A plaintext message T is then encrypted as a ciphertext C, where C = Te mod φ(n); a ciphertext message C is then decrypted by taking Cd mod φ(n). The reason that decryption is the inverse of encryption -- which is of course what one wants -- is Euler's theorem, which states that aφ(n) mod n = 1 whenever n and a are relatively prime positive integers. Assuming T and φ(n) are relatively prime, then, applying the encryption map and then the decryption map to some plaintext message T gives Tde mod n; but de is one more than some multiple of φ(n), so that's just T. (This is only true when T and φ(n) are relatively prime.)
Anyway, the point of this post really wasn't to talk about RSA cryptography, but to point to a letter written from Fermat to Frenicle in 1640. One often hears that Fermat very rarely proved things but just made motions saying "I have a proof", but the only such remark one actually hears repeated is the famous statement of Fermat's Last Theorem:
Cubum autem in duos cubos, aut quadratoquadratum in duos quadratoquadratos, et generaliter nullam in infinitum ultra quadratum potestatem in duos ejusdem nominis fas est dividere: cujus rei demonstrationem mirabilem sane detexi. Hanc marginis exiguitas non caperet.
which translates as something like:
It is impossible for a cube to be the sum of two cubes, a fourth power to be the sum of two fourth powers, or in general for any number that is a power greater than the second to be the sum of two like powers. I have discovered a truly marvelous demonstration of this proposition that this margin is too narrow to contain.
(I don't know Latin, so I take no responsibility for the correctness of this translation.) It turns out that there's a less famous remark regarding the Little Theorem:
Et cette proposition est généralement vraie en toutes progressions et en tous nombres premiers; de quoi je vous envoierois la démonstration, si je n'appréhendois d'être trop long.
That is:
This proposition [Fermat's Little Theorem] is generally true for all progressions and for all prime numbers; I would send you the demonstration if I did not fear that it were too long.
(The "progressions" refer to Fermat's phrasing of the theorem, in which he refers to the p-1 term of a geometric progression a, a2, a3, ... and claims that it is one more than a multiple of p.) The rest of the letter includes other such statements without proofs, but illustrated with copious examples. (The link I provided is to the version of David Zhao and Amanda Bergeron, which includes both the French text of the letter and their English translation; the English translation of Fermat's French I gave above is my own.)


TASK ITEM>
Please show every line in the entries below that includes the word "from".

EXERCISE DATA>
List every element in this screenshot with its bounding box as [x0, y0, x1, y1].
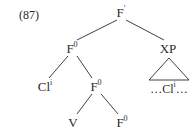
- leaf-ellipsis-prefix: …: [150, 82, 162, 96]
- edge-f0mid-to-v: [77, 94, 92, 114]
- edge-f0upper-to-f0mid: [77, 56, 92, 78]
- tree-branch-lines: [0, 0, 196, 137]
- node-f-bar: F′: [117, 4, 126, 20]
- syntax-tree-figure: (87) F′ F0 XP Cli F0 V F0 …Cli…: [0, 0, 196, 137]
- xp-triangle: [149, 58, 189, 80]
- edge-f0mid-to-f0lower: [101, 94, 118, 114]
- edge-root-to-f0upper: [77, 20, 117, 40]
- node-f-bar-superscript: ′: [124, 4, 126, 13]
- node-f0-lower-superscript: 0: [124, 114, 128, 123]
- edge-root-to-xp: [126, 20, 164, 40]
- xp-triangle-leaf-text: …Cli…: [150, 80, 188, 96]
- node-clitic-specifier: Cli: [38, 78, 53, 94]
- node-f0-middle-superscript: 0: [98, 78, 102, 87]
- node-f0-upper: F0: [66, 40, 77, 56]
- node-clitic-specifier-superscript: i: [50, 78, 52, 87]
- edge-f0upper-to-cl: [49, 56, 68, 78]
- node-clitic-specifier-label: Cl: [38, 79, 50, 94]
- leaf-ellipsis-suffix: …: [176, 82, 188, 96]
- leaf-clitic-label: Cl: [162, 82, 173, 96]
- node-xp: XP: [160, 40, 177, 56]
- node-f0-middle: F0: [90, 78, 101, 94]
- node-f0-lower: F0: [116, 114, 127, 130]
- node-v-label: V: [68, 115, 77, 130]
- node-f0-upper-superscript: 0: [74, 40, 78, 49]
- node-v: V: [68, 114, 77, 130]
- node-xp-label: XP: [160, 41, 177, 56]
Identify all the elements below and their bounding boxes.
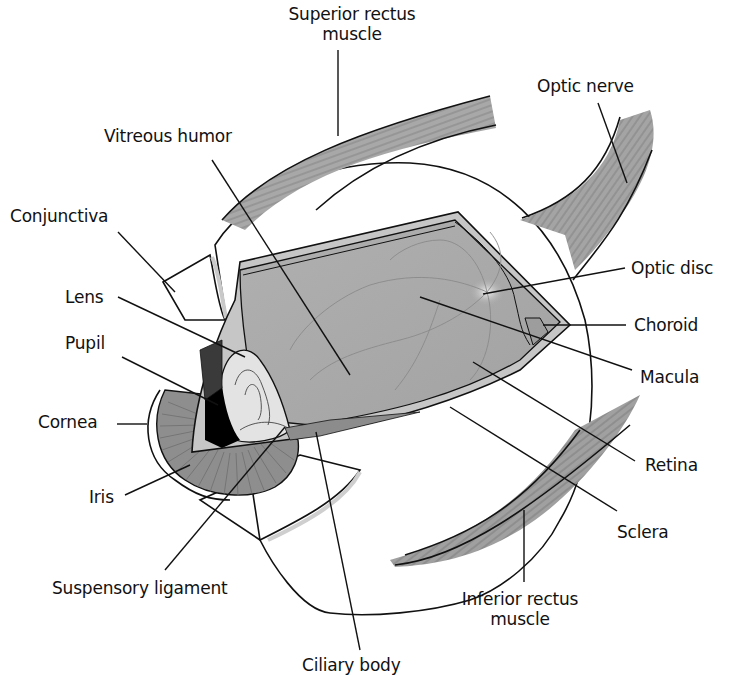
eye-anatomy-diagram: Superior rectus muscle Optic nerve Vitre… <box>0 0 741 699</box>
label-lens: Lens <box>65 287 103 307</box>
label-cornea: Cornea <box>38 412 97 432</box>
label-choroid: Choroid <box>634 315 698 335</box>
label-optic-nerve: Optic nerve <box>537 76 634 96</box>
label-iris: Iris <box>89 487 114 507</box>
label-line: Superior rectus <box>287 4 417 24</box>
optic-nerve <box>520 110 654 280</box>
label-retina: Retina <box>645 455 698 475</box>
label-sclera: Sclera <box>617 522 669 542</box>
leader-iris <box>125 465 190 495</box>
label-inferior-rectus-muscle: Inferior rectus muscle <box>450 589 590 629</box>
label-line: Inferior rectus <box>450 589 590 609</box>
label-line: muscle <box>450 609 590 629</box>
label-macula: Macula <box>640 367 699 387</box>
label-line: muscle <box>287 24 417 44</box>
label-vitreous-humor: Vitreous humor <box>104 126 232 146</box>
inferior-rectus-muscle <box>390 395 640 567</box>
superior-rectus-muscle <box>222 96 496 230</box>
label-conjunctiva: Conjunctiva <box>10 206 108 226</box>
label-optic-disc: Optic disc <box>631 258 713 278</box>
label-superior-rectus-muscle: Superior rectus muscle <box>287 4 417 44</box>
label-suspensory-ligament: Suspensory ligament <box>52 578 227 598</box>
label-pupil: Pupil <box>65 333 105 353</box>
label-ciliary-body: Ciliary body <box>302 655 401 675</box>
leader-conjunctiva <box>118 232 175 292</box>
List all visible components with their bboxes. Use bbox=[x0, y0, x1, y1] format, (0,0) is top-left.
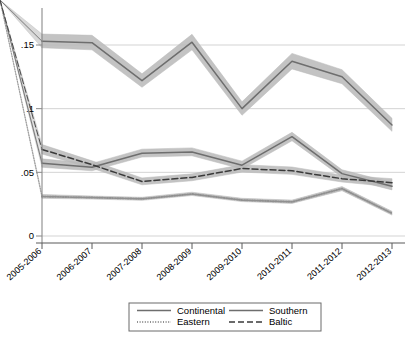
x-tick-label: 2012-2013 bbox=[355, 246, 394, 282]
x-tick-label: 2011-2012 bbox=[305, 246, 343, 282]
legend-label-southern[interactable]: Southern bbox=[269, 305, 308, 316]
chart-container: 0.05.1.15 2005-20062006-20072007-2008200… bbox=[0, 0, 411, 345]
x-tick-label: 2008-2009 bbox=[155, 246, 194, 282]
legend-label-continental[interactable]: Continental bbox=[177, 305, 225, 316]
line-chart-plot: 0.05.1.15 2005-20062006-20072007-2008200… bbox=[0, 0, 411, 345]
x-tick-label: 2006-2007 bbox=[55, 246, 94, 282]
x-axis-ticks: 2005-20062006-20072007-20082008-20092009… bbox=[5, 243, 394, 282]
legend-label-baltic[interactable]: Baltic bbox=[269, 316, 292, 327]
series-line-eastern bbox=[42, 189, 392, 214]
confidence-bands-group bbox=[0, 0, 392, 215]
series-tail-continental bbox=[0, 0, 42, 41]
x-tick-label: 2010-2011 bbox=[255, 246, 293, 282]
gridlines-group bbox=[42, 45, 405, 236]
y-tick-label: 0 bbox=[29, 230, 34, 241]
legend-label-eastern[interactable]: Eastern bbox=[177, 316, 210, 327]
ci-band-continental bbox=[42, 34, 392, 131]
y-tick-label: .05 bbox=[21, 167, 34, 178]
x-tick-label: 2005-2006 bbox=[5, 246, 44, 282]
series-lines-group bbox=[0, 0, 392, 213]
chart-legend[interactable]: ContinentalSouthernEasternBaltic bbox=[129, 303, 321, 331]
ci-band-eastern bbox=[42, 187, 392, 216]
x-tick-label: 2009-2010 bbox=[205, 246, 244, 282]
x-tick-label: 2007-2008 bbox=[105, 246, 144, 282]
y-tick-label: .15 bbox=[21, 39, 34, 50]
y-tick-label: .1 bbox=[26, 103, 34, 114]
series-tail-southern bbox=[0, 0, 42, 163]
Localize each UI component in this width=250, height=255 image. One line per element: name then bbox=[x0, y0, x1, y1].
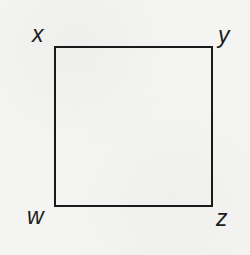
vertex-label-bottom-left: w bbox=[27, 205, 44, 228]
vertex-label-bottom-right: z bbox=[216, 207, 228, 230]
diagram-canvas: x y w z bbox=[0, 0, 250, 255]
square-shape bbox=[54, 46, 213, 207]
vertex-label-top-right: y bbox=[218, 24, 230, 47]
vertex-label-top-left: x bbox=[32, 23, 44, 46]
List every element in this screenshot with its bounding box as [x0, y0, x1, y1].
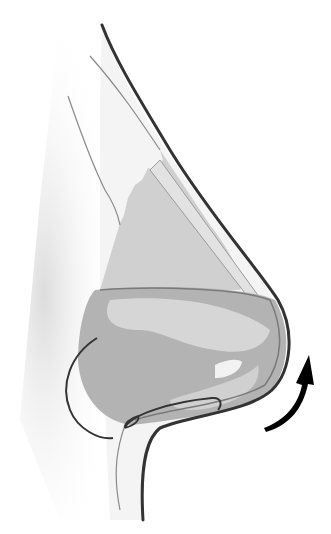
nose-illustration: [0, 0, 331, 534]
nose-diagram: [0, 0, 331, 534]
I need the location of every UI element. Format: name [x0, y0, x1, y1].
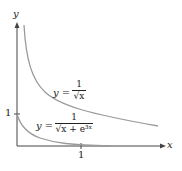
curve1-numerator: 1 — [72, 79, 86, 91]
curve1-fraction: 1 √x — [72, 79, 86, 102]
y-axis-label: y — [13, 8, 19, 19]
y-axis-arrow-icon — [15, 22, 20, 28]
y-tick-label: 1 — [5, 107, 11, 118]
curve1-lhs: y = — [53, 87, 70, 98]
curve2-denominator: √x + e³ˣ — [55, 124, 93, 135]
curve2-fraction: 1 √x + e³ˣ — [55, 112, 93, 135]
x-axis-arrow-icon — [160, 144, 166, 149]
curve1-denominator: √x — [72, 91, 86, 102]
curve-inv-sqrt — [24, 25, 158, 126]
x-axis-label: x — [167, 139, 173, 150]
chart-canvas — [0, 0, 182, 171]
x-tick-label: 1 — [78, 149, 84, 160]
curve2-lhs: y = — [36, 120, 53, 131]
curve2-numerator: 1 — [55, 112, 93, 124]
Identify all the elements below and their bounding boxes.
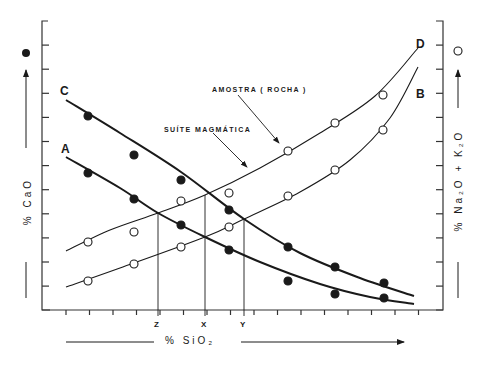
curve-label-b: B: [416, 87, 425, 101]
data-point-a: [177, 221, 185, 229]
suite-arrow-icon: [213, 133, 247, 167]
data-point-c: [177, 176, 185, 184]
data-point-d: [331, 119, 339, 127]
data-point-a: [331, 290, 339, 298]
right-axis-title: % Na₂O + K₂O: [453, 136, 464, 232]
data-point-d: [130, 228, 138, 236]
x-axis: [42, 310, 443, 315]
data-point-d: [177, 197, 185, 205]
data-point-d: [225, 189, 233, 197]
chart-canvas: [0, 0, 485, 366]
x-mark-x: X: [201, 320, 206, 329]
data-point-a: [225, 246, 233, 254]
x-mark-y: Y: [240, 320, 245, 329]
left-axis: [42, 21, 50, 310]
x-axis-title: % SiO₂: [165, 335, 215, 346]
left-axis-title: % CaO: [22, 167, 33, 237]
open-circle-legend-icon: [454, 47, 462, 55]
data-point-c: [130, 151, 138, 159]
data-point-a: [84, 169, 92, 177]
data-point-d: [84, 238, 92, 246]
right-axis: [436, 21, 443, 310]
curve-label-c: C: [60, 84, 69, 98]
curve-label-d: D: [416, 37, 425, 51]
data-point-c: [284, 243, 292, 251]
data-point-b: [130, 260, 138, 268]
data-point-b: [331, 166, 339, 174]
data-point-b: [177, 243, 185, 251]
data-point-c: [331, 263, 339, 271]
data-point-c: [84, 112, 92, 120]
data-point-d: [379, 91, 387, 99]
data-point-b: [84, 277, 92, 285]
data-point-c: [380, 279, 388, 287]
data-point-a: [284, 277, 292, 285]
annotation-amostra: AMOSTRA ( ROCHA ): [212, 86, 307, 93]
data-point-b: [225, 223, 233, 231]
data-point-a: [130, 195, 138, 203]
data-point-b: [379, 126, 387, 134]
filled-circle-legend-icon: [22, 49, 30, 57]
data-point-d: [284, 147, 292, 155]
x-mark-z: Z: [154, 320, 159, 329]
curve-label-a: A: [61, 142, 70, 156]
data-point-b: [284, 192, 292, 200]
annotation-suite: SUÍTE MAGMÁTICA: [164, 126, 251, 133]
data-point-a: [380, 294, 388, 302]
amostra-arrow-icon: [238, 95, 279, 143]
data-point-c: [225, 206, 233, 214]
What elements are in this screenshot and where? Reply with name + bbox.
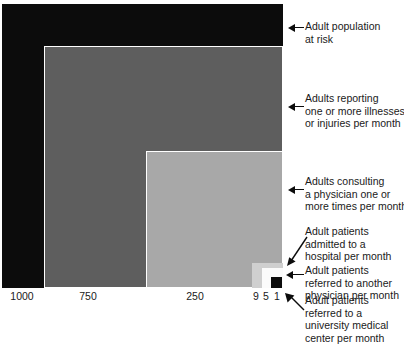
callout-line: Adult population [305,20,404,33]
callout-adults-consulting-physician: Adults consulting a physician one or mor… [305,175,404,213]
callout-line: admitted to a [305,238,404,251]
callout-adult-population-at-risk: Adult population at risk [305,20,404,45]
callout-line: center per month [305,332,404,345]
callout-line: Adults consulting [305,175,404,188]
callout-adults-reporting-illness: Adults reporting one or more illnesses o… [305,92,404,130]
axis-tick-1: 1 [274,290,280,303]
callout-line: a physician one or [305,188,404,201]
callout-line: more times per month [305,200,404,213]
callout-line: university medical [305,319,404,332]
callout-line: hospital per month [305,250,404,263]
callout-line: Adult patients [305,294,404,307]
callout-line: Adults reporting [305,92,404,105]
leader-arrow-adults-referred-physician [286,270,304,279]
leader-arrow-adults-reporting [288,102,304,111]
axis-tick-5: 5 [263,290,269,303]
callout-line: at risk [305,33,404,46]
callout-adults-referred-university: Adult patients referred to a university … [305,294,404,344]
callout-adults-admitted-hospital: Adult patients admitted to a hospital pe… [305,225,404,263]
axis-tick-1000: 1000 [10,290,33,303]
square-adults-referred-university [271,277,282,288]
callout-line: Adult patients [305,264,404,277]
x-axis: 1000 750 250 9 5 1 [0,290,290,306]
callout-line: one or more illnesses [305,105,404,118]
axis-tick-250: 250 [186,290,204,303]
ecology-of-medical-care-figure: 1000 750 250 9 5 1 Adult population at r… [0,0,404,351]
leader-arrow-adults-consulting [288,185,304,194]
leader-arrow-adult-population [288,23,304,32]
axis-tick-9: 9 [253,290,259,303]
callout-line: Adult patients [305,225,404,238]
axis-tick-750: 750 [79,290,97,303]
callout-line: or injuries per month [305,117,404,130]
callout-line: referred to another [305,277,404,290]
callout-line: referred to a [305,307,404,320]
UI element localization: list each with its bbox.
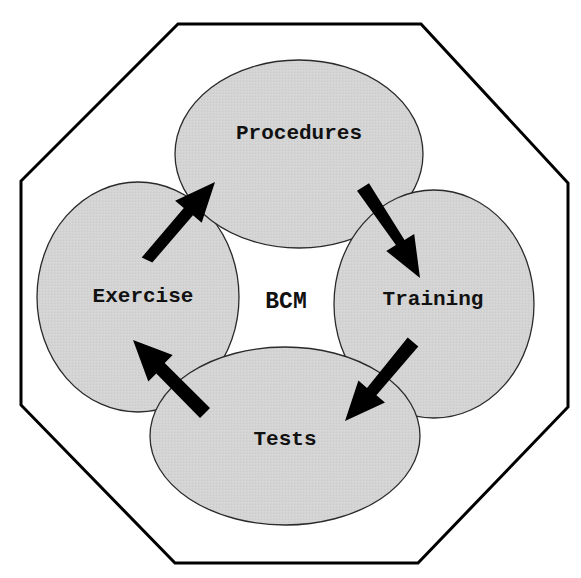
bcm-cycle-diagram: Procedures Training Tests Exercise BCM	[0, 0, 581, 578]
label-exercise: Exercise	[93, 285, 194, 308]
label-training: Training	[383, 288, 484, 311]
label-procedures: Procedures	[236, 122, 362, 145]
label-tests: Tests	[253, 428, 316, 451]
label-center-bcm: BCM	[265, 289, 306, 315]
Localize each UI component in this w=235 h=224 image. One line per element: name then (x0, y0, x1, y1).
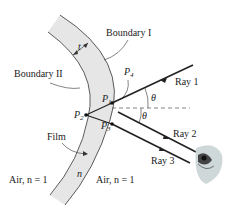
angle-label-1: θ (151, 92, 156, 103)
ray-2-label: Ray 2 (173, 128, 197, 139)
angle-arc-2 (139, 108, 141, 123)
film-index-label: n (77, 168, 82, 179)
eye-icon (195, 145, 222, 184)
thickness-label: t (78, 41, 81, 52)
boundary-2-label: Boundary II (14, 68, 63, 79)
thin-film-diagram: t Boundary I Boundary II P4 P1 P2 P3 θ θ… (0, 0, 235, 224)
ray-2-arrow (163, 135, 170, 139)
angle-arc-1 (145, 88, 148, 108)
angle-label-2: θ (142, 110, 147, 121)
boundary-1-leader (104, 40, 128, 60)
boundary-1-label: Boundary I (106, 27, 151, 38)
air-right-label: Air, n = 1 (96, 174, 135, 185)
ray-3-arrow (159, 147, 166, 151)
film-label: Film (47, 131, 66, 142)
ray-3-label: Ray 3 (151, 155, 175, 166)
air-left-label: Air, n = 1 (9, 174, 48, 185)
point-p2 (84, 113, 88, 117)
diagram-canvas: t Boundary I Boundary II P4 P1 P2 P3 θ θ… (0, 0, 235, 224)
point-p3 (110, 122, 114, 126)
ray-1-label: Ray 1 (175, 76, 199, 87)
p4-label: P4 (123, 66, 134, 79)
boundary-2-leader (50, 83, 80, 88)
p2-label: P2 (73, 109, 84, 122)
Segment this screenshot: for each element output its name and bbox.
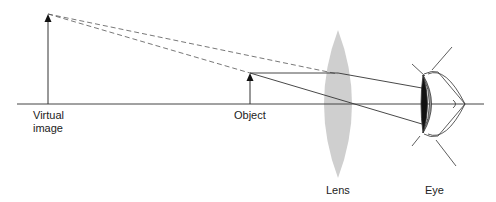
virtual-image-arrowhead	[45, 14, 52, 22]
optics-drawing	[0, 0, 496, 202]
virtual-image-label: Virtual image	[33, 109, 64, 135]
eye-drawing	[412, 47, 465, 166]
dashed-ray-lower	[48, 14, 250, 73]
virtual-image-label-line1: Virtual	[33, 109, 64, 122]
object-label: Object	[234, 109, 266, 122]
dashed-ray-upper	[48, 14, 338, 74]
magnifier-diagram: Virtual image Object Lens Eye	[0, 0, 496, 202]
lens-label: Lens	[326, 184, 350, 197]
virtual-image-label-line2: image	[33, 122, 64, 135]
object-arrowhead	[247, 73, 254, 81]
eye-label: Eye	[425, 184, 444, 197]
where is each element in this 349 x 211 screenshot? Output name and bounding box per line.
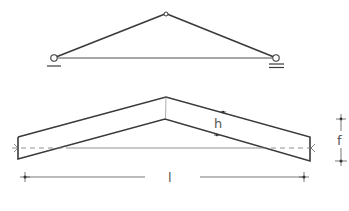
beam-outline xyxy=(18,97,310,161)
span-dimension xyxy=(20,172,309,182)
apex-hinge-icon xyxy=(164,12,168,16)
span-label: l xyxy=(168,170,172,185)
rise-bottom-tick-icon xyxy=(340,160,343,163)
right-rafter xyxy=(167,14,274,57)
span-start-tick-icon xyxy=(24,176,27,179)
depth-label: h xyxy=(214,116,222,131)
h-tick-top-icon xyxy=(222,111,225,114)
left-pin-icon xyxy=(51,55,57,61)
pitched-beam xyxy=(12,97,316,161)
left-rafter xyxy=(56,14,165,57)
truss-scheme xyxy=(47,12,284,68)
span-end-tick-icon xyxy=(303,176,306,179)
apex-line xyxy=(166,97,167,119)
rise-label: f xyxy=(337,133,342,148)
structural-diagram: h l f xyxy=(0,0,349,211)
right-pin-icon xyxy=(273,55,279,61)
rise-top-tick-icon xyxy=(340,118,343,121)
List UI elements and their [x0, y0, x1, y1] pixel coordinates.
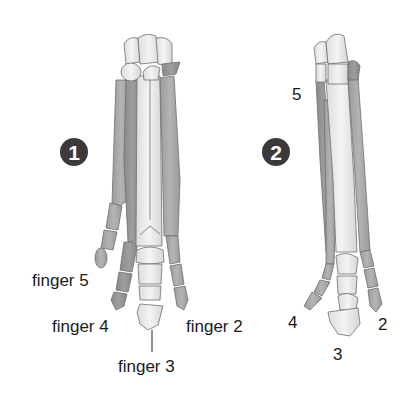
label-digit-4: 4 — [288, 314, 297, 331]
diagram-canvas: 1 2 finger 5 finger 4 finger 2 finger 3 … — [0, 0, 420, 403]
figure-1-skeleton — [95, 34, 188, 330]
figure-2-badge: 2 — [262, 138, 290, 166]
label-finger-3: finger 3 — [118, 358, 175, 375]
label-finger-2: finger 2 — [186, 318, 243, 335]
label-digit-3: 3 — [333, 346, 342, 363]
badge-number: 1 — [68, 142, 80, 163]
label-finger-5: finger 5 — [32, 272, 89, 289]
label-digit-5: 5 — [292, 86, 301, 103]
badge-number: 2 — [270, 142, 282, 163]
label-finger-4: finger 4 — [52, 318, 109, 335]
figure-1-badge: 1 — [60, 138, 88, 166]
figure-2-skeleton — [304, 34, 382, 336]
label-digit-2: 2 — [378, 316, 387, 333]
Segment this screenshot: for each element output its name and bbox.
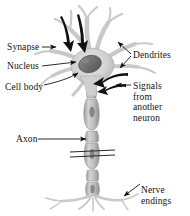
label-signals-from-another-neuron: Signals from another neuron [133, 81, 189, 123]
myelinated-axon [84, 80, 100, 196]
label-dendrites: Dendrites [133, 50, 171, 61]
label-signals-line-4: neuron [133, 113, 189, 124]
label-nerve-endings: Nerve endings [141, 185, 190, 206]
label-nucleus: Nucleus [7, 61, 39, 72]
label-signals-line-1: Signals [133, 81, 189, 92]
label-nerve-line-2: endings [141, 196, 190, 207]
label-axon: Axon [16, 134, 38, 145]
neuron-diagram-figure: Synapse Nucleus Cell body Axon Dendrites… [0, 0, 190, 216]
label-nerve-line-1: Nerve [141, 185, 190, 196]
label-cell-body: Cell body [5, 82, 43, 93]
leader-cell-body [44, 73, 78, 85]
nerve-ending-branches [46, 194, 138, 211]
label-signals-line-3: another [133, 102, 189, 113]
label-synapse: Synapse [7, 42, 39, 53]
label-signals-line-2: from [133, 92, 189, 103]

YOUR RESPONSE>
label-signals-from-another-neuron: Signals from another neuron [133, 81, 189, 123]
label-signals-line-2: from [133, 92, 189, 103]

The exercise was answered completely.